State’s tourism, seafood business watch oil spill like storm

Published 12:07 am Thursday, April 29, 2010

MOBILE (AP) — It felt like hurricane season on the Alabama coast Wednesday, with both the tourism and seafood industries watching weather forecasts and tracking the movement of a massive oil slick that was threatening to slime beaches and bayous with a gooey mess.

The waves at Gulf Shores were frothy and white and fishing boats cut through Mobile Bay just like always, but no one was sure what the next few days might bring.

At a news conference Wednesday, Gov. Bob Riley ensured that Alabama emergency crews are working to protect the state from being sullied by the oil spill in the Gulf of Mexico — a potential “catastrophic event” for the coast.

He said much of the effort to block the spill would be begin Thursday.

The huge oil slick from a drilling rig that exploded and sank was about 20 miles east of the mouth of the Mississippi River and about 100 miles south of Mobile, but forecasts said changing conditions could bring it closer to land. There was no way to know when or where it might hit.

“It’s like a storm. No one really knows what it’s going to do next,” said Mike Foster of the Alabama Gulf Coast Convention and Visitors Bureau at Orange Beach. “So much of it is watching winds and currents and weather to see which way it turns.”
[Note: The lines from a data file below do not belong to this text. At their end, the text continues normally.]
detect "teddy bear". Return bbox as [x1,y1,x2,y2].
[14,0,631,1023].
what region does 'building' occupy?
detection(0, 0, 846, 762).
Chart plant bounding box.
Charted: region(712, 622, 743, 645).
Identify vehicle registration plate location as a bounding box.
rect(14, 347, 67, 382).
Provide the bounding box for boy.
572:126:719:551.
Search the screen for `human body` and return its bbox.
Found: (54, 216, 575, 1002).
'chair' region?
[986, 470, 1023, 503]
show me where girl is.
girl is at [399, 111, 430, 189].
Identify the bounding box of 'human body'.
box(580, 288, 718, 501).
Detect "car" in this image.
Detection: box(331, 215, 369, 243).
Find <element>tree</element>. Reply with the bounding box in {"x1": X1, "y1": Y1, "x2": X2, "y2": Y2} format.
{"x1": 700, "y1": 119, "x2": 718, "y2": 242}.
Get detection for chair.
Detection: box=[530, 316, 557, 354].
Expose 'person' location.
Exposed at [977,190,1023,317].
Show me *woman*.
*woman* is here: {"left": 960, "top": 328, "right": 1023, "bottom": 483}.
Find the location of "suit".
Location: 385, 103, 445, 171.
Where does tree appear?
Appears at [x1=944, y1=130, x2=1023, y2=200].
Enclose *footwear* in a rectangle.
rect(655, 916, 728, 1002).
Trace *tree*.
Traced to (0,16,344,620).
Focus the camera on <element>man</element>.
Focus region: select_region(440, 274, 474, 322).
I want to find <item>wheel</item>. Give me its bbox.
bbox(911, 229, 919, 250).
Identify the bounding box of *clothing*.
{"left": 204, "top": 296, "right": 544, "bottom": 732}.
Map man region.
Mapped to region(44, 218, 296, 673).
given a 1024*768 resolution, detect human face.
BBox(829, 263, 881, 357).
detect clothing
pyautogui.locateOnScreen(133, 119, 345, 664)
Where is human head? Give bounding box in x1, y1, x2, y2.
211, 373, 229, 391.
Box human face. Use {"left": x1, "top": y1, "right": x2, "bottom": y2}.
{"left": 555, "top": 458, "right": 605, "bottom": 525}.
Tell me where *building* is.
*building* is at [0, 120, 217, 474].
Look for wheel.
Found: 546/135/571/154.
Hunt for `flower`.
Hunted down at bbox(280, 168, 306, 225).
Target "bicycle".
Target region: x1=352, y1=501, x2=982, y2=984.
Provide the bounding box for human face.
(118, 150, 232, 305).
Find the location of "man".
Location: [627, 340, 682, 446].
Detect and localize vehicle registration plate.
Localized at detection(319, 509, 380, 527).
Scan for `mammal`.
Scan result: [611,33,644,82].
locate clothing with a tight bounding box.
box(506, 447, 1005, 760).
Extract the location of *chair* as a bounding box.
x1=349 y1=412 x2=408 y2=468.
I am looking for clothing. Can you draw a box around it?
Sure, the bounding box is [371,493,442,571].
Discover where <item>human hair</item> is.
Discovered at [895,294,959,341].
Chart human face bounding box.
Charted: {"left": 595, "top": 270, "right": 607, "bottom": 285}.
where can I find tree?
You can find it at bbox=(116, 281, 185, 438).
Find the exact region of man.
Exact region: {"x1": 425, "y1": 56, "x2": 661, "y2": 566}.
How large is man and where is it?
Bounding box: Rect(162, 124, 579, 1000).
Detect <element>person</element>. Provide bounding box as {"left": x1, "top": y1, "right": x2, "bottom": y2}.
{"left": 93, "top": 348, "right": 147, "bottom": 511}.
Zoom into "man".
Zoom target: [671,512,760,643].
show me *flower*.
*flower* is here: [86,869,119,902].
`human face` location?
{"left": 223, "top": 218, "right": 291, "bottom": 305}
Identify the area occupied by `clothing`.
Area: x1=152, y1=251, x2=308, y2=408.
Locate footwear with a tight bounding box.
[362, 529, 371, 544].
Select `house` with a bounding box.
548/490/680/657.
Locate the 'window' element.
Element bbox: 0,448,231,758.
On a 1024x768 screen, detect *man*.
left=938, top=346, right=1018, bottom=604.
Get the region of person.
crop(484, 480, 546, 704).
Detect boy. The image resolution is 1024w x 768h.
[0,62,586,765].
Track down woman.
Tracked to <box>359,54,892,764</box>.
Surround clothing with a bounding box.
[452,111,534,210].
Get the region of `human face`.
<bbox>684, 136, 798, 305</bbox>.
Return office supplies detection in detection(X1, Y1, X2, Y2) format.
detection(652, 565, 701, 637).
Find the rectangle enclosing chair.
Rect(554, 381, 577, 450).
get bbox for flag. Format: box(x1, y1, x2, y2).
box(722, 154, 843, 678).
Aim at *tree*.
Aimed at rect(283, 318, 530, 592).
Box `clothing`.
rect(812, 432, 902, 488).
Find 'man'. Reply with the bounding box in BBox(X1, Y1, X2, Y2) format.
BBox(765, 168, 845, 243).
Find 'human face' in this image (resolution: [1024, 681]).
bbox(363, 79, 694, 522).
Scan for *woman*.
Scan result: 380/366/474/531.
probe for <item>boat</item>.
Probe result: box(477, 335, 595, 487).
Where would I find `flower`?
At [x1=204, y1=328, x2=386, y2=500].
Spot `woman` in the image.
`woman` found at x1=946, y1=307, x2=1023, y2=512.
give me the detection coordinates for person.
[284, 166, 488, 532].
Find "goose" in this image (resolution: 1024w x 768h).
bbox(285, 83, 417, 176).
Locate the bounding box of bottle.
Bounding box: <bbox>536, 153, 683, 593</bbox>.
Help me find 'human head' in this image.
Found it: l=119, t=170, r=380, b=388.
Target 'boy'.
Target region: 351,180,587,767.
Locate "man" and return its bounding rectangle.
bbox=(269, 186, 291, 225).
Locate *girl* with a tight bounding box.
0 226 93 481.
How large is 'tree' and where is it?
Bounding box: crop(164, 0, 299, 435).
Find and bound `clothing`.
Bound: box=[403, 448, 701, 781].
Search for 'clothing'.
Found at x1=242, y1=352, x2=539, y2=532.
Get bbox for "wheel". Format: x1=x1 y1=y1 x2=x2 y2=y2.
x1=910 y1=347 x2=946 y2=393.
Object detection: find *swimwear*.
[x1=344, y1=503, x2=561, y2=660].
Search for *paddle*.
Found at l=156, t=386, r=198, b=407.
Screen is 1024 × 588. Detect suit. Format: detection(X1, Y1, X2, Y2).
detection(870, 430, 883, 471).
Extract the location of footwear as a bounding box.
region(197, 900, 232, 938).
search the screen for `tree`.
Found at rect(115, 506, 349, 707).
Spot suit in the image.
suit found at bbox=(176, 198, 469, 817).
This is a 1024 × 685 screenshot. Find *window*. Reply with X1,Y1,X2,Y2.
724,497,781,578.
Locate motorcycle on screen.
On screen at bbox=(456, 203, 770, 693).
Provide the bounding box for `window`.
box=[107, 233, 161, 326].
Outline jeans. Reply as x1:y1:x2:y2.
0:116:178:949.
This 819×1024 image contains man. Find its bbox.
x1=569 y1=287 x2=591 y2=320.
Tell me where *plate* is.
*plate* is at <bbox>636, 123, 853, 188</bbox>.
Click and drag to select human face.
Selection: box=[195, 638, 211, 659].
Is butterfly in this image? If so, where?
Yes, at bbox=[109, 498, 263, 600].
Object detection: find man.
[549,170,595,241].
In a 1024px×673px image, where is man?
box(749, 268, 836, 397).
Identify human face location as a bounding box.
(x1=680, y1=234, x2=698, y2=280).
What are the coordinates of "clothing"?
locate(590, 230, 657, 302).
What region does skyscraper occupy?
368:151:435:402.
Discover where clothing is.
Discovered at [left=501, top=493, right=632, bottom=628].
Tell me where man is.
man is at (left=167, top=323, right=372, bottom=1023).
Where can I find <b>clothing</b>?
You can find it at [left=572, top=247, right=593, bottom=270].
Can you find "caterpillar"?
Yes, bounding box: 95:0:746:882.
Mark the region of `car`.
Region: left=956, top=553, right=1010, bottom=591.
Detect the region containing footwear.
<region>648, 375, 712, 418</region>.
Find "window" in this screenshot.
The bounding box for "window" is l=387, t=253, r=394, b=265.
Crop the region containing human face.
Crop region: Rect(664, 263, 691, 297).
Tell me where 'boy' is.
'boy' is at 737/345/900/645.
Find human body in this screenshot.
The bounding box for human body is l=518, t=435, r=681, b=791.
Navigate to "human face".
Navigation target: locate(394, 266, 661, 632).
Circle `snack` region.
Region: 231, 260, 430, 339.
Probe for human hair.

The economy of the northern Gulf Coast is still recovering from back-to-back strikes by hurricanes Ivan and Katrina, which together wiped out billions of dollars worth of homes, businesses and industries from the Florida Panhandle to Louisiana in 2004 and ’05.

Avery Bates, who has spent his life pulling oysters out of the coastal waters around Bayou La Batre, worried that an oil slick hitting the coast anywhere in the region could have a devastating impact on both the rebuilding seafood industry and tourism since the area is relatively small.

“It would be just be insult to injury. You’re trying to get your industry built back on the Gulf Coast, and now this?” Bates said.

Riley was in Mobile to meet with the U.S. Coast Guard and state agencies to discuss the slick’s latest movements and to review plans should the petroleum reach coastal Mobile or Baldwin counties. The Dauphin Island Sea Lab was sending out research vessels to monitor sea like and petroleum levels offshore.

Bates, the oysterman, said cleaning up after a spill would be daunting considering Alabama — with only two counties on the coast — has 600 miles of shoreline including bayous, beaches and tributary banks.

“It would be devastating to hundreds of businesses and thousands of jobs,” said Bates, vice president of the Organized Seafood Association, which represents Alabama’s seafood producers. “This is a major problem. I just got off the phone with a shrimper who said this would put him out of business if it happens.”